We spend a lot of time talking about national politics in India, with the general elections in 2014 being a subject of conversations for well over a year now. Conversations on state level politics take up the remainder of our time. In contrast, many of the problems that we face in Bengaluru on a day to day basis are municipal in nature: be it the lack of good roads and public transport, unreliable power supply, unsafe drinking water or garbage that lines our streets.
Who becomes your next corporator or local council member is perhaps as important as who becomes the next prime minister of India, but a curious inversion of interests means that we care a lot more about the latter than the former. When municipal elections took place in Karnataka earlier this year, much of the analysis and debate was about what the results meant for the soon-to-come state assembly elections. Who became corporators, won control of municipal councils and what they planned to do for their towns and cities remained a distant afterthought in most of our minds.
Cities are also complex systems that require sophistication and professional input. To improve Bangalore’s roads, for example, needs our elected representatives to ensure multiple things. The roads need a high quality of construction and functioning drains that clear the roads of stagnant water. The roads also need a well-planned traffic network accompanied by a good backbone of public transport. We also need better systems of coordination for what roads get dug up and when, along with a schedule of work that is sensitive to the monsoon. All this cannot happen without trained and motivated elected representatives, who manage existing public employees like engineers, planners and administrators.
Bangalore isn’t poor, it just requires intelligent managing
The popular understanding that our cities are poor is also quite mistaken. Indian cities are rich in assets and in vibrancy, and this is evident in how Bangalore and others have grown rapidly in the last decade. It is due to mismanagement and neglect that we are unable to extract value from municipal assets. This mismanagement makes it difficult to finance urban infrastructure and public services, and again requires well-trained leadership to reverse the trend.
Bangalore has woken up to the reality that things cannot continue the way they have been, so far. Agitations from the past few years have proved that. While performance of elected representatives has been underwhelming, there is a dawning realisation that the supply of good politics does not grow on trees. In a democracy, people are governed no better than they deserve. We need better political engagement by citizens to change this – with more people voting, more good people entering politics and by financial contributions in the support of good candidates. If we want ‘black money’ to leave politics, it is time that some honest, well-earned money enters to replace it.
India being a young country also provides an incredible opportunity where a large number of youth will be coming of voting age in the next few years. How well they engage with city politics and governance can determine the future of Bangalore and other cities.
Beyond corruption and vested interests, urban governance needs the management of multiple stakeholders with interests that are often at odds with each other. The ability to persuade a diverse set of people for the betterment of a neighbourhood, a ward or a city is in short supply. Managing a city also needs astute application of economic reasoning, where an unpriced good like free parking or free water can turn out to be enormously expensive, all things considered.
Big cities like New York or London have famous mayors who have the ability to transform their cities. There is no reason why Bangalore’s leaders cannot reach a similar position in the next 10 years.
Disclosure: I am a part of the Takshashila Institution’s team that is developing the curriculum for Bangalore Political Action Committee (B.PAC)’s Civic Leadership Incubation Programme (B.CLIP), a non-partisan initiative that seeks to train professionals and aspiring civic leaders to enter city governance and politics.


- [Exercise aim]: The expected response is a copy of every line in the entries below that includes the word "their".

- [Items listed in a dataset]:
● ● ● ● ● ● ●

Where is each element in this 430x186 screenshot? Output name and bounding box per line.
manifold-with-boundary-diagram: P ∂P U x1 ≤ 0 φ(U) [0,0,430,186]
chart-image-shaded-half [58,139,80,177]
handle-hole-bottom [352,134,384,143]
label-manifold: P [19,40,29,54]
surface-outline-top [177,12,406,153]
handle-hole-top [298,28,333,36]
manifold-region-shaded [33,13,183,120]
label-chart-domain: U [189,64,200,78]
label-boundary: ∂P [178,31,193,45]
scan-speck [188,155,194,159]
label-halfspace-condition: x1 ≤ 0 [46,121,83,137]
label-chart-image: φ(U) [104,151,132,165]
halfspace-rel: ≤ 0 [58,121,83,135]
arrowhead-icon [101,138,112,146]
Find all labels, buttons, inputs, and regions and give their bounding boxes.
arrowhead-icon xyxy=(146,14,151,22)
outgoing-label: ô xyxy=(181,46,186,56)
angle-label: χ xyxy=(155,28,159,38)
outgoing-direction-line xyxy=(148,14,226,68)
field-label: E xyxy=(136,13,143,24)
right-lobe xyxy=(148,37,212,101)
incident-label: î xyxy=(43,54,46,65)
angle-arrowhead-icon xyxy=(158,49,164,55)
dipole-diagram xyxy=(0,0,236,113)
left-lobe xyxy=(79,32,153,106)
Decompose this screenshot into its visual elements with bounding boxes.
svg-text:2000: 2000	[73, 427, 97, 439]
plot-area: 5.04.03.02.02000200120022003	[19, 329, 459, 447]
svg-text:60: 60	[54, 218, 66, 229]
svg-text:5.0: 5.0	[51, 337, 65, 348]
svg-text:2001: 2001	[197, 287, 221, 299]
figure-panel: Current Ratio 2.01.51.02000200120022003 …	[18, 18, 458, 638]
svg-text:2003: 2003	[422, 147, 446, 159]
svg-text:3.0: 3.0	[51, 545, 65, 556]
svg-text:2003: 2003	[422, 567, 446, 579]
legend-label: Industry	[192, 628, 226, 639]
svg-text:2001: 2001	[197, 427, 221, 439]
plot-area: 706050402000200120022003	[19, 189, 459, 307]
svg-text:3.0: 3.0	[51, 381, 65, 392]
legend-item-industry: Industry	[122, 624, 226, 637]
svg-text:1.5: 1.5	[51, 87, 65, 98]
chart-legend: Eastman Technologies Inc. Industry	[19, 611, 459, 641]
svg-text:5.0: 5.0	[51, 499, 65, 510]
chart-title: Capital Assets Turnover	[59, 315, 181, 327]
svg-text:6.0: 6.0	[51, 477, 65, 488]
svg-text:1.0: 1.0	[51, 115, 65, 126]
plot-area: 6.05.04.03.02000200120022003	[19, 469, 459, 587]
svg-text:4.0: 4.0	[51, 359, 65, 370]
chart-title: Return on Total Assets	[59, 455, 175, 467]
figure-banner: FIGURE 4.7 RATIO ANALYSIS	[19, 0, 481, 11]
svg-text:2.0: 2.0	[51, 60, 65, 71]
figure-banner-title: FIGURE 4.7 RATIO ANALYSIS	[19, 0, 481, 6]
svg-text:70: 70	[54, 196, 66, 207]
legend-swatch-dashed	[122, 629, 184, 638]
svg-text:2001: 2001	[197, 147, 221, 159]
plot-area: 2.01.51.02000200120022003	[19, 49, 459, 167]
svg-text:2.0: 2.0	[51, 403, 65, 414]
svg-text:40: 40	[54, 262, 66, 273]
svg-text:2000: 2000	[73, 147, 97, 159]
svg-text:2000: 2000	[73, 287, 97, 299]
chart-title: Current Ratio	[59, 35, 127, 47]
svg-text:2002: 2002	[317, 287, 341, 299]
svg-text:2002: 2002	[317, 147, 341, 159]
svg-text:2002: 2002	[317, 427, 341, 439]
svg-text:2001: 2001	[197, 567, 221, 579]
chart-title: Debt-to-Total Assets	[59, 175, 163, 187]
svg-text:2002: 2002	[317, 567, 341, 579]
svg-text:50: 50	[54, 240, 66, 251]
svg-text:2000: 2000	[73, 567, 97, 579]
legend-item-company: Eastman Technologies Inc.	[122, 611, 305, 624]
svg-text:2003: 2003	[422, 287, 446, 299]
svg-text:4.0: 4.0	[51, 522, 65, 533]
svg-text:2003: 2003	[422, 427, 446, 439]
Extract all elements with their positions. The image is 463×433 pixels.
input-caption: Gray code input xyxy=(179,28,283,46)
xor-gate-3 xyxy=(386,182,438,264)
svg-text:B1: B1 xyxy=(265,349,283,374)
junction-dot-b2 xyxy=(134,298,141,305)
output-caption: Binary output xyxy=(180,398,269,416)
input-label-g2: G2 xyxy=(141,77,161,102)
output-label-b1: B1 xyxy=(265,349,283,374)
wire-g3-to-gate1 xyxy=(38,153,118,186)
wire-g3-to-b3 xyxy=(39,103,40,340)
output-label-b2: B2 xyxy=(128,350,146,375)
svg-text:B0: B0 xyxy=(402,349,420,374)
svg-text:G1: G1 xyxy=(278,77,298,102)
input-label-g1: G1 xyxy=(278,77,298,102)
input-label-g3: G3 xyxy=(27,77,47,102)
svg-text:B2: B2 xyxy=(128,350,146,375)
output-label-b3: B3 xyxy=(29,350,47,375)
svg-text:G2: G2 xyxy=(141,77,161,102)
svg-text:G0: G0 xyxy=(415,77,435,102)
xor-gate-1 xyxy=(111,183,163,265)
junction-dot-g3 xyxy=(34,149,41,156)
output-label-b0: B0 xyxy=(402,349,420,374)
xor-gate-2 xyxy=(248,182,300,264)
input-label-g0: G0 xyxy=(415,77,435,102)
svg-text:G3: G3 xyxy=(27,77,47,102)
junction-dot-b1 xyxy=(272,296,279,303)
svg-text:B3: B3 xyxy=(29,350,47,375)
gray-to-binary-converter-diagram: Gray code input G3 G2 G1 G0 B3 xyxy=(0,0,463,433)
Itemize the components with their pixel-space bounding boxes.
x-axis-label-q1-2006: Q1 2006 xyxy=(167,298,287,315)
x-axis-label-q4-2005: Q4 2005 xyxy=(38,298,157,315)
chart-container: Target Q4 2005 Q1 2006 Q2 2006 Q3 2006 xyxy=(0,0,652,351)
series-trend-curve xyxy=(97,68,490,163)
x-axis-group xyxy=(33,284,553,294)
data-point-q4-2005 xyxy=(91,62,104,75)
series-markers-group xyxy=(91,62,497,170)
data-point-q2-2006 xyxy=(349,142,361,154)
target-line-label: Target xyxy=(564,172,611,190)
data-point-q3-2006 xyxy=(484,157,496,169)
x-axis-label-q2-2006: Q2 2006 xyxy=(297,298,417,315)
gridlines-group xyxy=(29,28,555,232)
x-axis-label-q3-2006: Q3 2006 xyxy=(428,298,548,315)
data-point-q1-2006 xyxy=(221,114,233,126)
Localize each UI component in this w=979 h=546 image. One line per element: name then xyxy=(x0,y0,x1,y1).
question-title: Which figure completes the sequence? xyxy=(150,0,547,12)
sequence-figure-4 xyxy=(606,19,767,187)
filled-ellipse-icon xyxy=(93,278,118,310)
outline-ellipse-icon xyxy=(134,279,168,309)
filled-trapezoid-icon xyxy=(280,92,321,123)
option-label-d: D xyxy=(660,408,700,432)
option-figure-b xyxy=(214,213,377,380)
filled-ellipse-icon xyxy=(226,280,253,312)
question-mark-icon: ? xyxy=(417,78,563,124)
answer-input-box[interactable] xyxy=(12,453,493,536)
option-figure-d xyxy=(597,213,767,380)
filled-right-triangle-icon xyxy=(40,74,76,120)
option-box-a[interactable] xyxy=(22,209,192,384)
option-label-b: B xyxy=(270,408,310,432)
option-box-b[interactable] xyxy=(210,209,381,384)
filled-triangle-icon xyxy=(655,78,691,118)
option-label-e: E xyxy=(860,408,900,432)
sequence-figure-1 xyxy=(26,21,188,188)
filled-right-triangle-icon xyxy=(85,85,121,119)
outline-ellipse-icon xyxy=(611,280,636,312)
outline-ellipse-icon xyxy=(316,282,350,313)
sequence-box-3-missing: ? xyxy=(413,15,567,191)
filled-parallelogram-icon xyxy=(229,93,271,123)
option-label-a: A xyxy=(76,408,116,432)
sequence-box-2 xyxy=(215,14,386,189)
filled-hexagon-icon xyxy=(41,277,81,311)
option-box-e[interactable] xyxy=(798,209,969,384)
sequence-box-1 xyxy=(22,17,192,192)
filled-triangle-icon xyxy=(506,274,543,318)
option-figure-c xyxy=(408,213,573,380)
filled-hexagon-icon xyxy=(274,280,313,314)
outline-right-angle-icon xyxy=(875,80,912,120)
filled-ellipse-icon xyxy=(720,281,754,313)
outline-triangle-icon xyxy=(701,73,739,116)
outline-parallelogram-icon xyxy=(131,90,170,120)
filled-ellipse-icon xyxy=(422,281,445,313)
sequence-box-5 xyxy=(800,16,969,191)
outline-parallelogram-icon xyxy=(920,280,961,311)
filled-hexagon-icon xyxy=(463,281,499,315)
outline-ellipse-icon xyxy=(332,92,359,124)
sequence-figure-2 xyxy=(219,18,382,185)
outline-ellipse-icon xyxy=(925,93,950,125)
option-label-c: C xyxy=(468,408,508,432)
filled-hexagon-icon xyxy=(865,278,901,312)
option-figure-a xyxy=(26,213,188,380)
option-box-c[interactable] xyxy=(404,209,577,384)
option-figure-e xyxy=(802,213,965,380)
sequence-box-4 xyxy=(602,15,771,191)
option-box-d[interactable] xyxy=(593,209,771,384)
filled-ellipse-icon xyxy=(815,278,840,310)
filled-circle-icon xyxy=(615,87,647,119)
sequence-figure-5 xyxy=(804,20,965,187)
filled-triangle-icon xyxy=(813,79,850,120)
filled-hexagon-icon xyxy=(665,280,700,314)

● ● ● ● ● ● ●

- [Result for this task]:
Find all labels, buttons, inputs, and regions and give their bounding boxes.
Extract all elements with their positions. The image is 463×433 pixels.
Itemize the components with their pixel-space bounding boxes.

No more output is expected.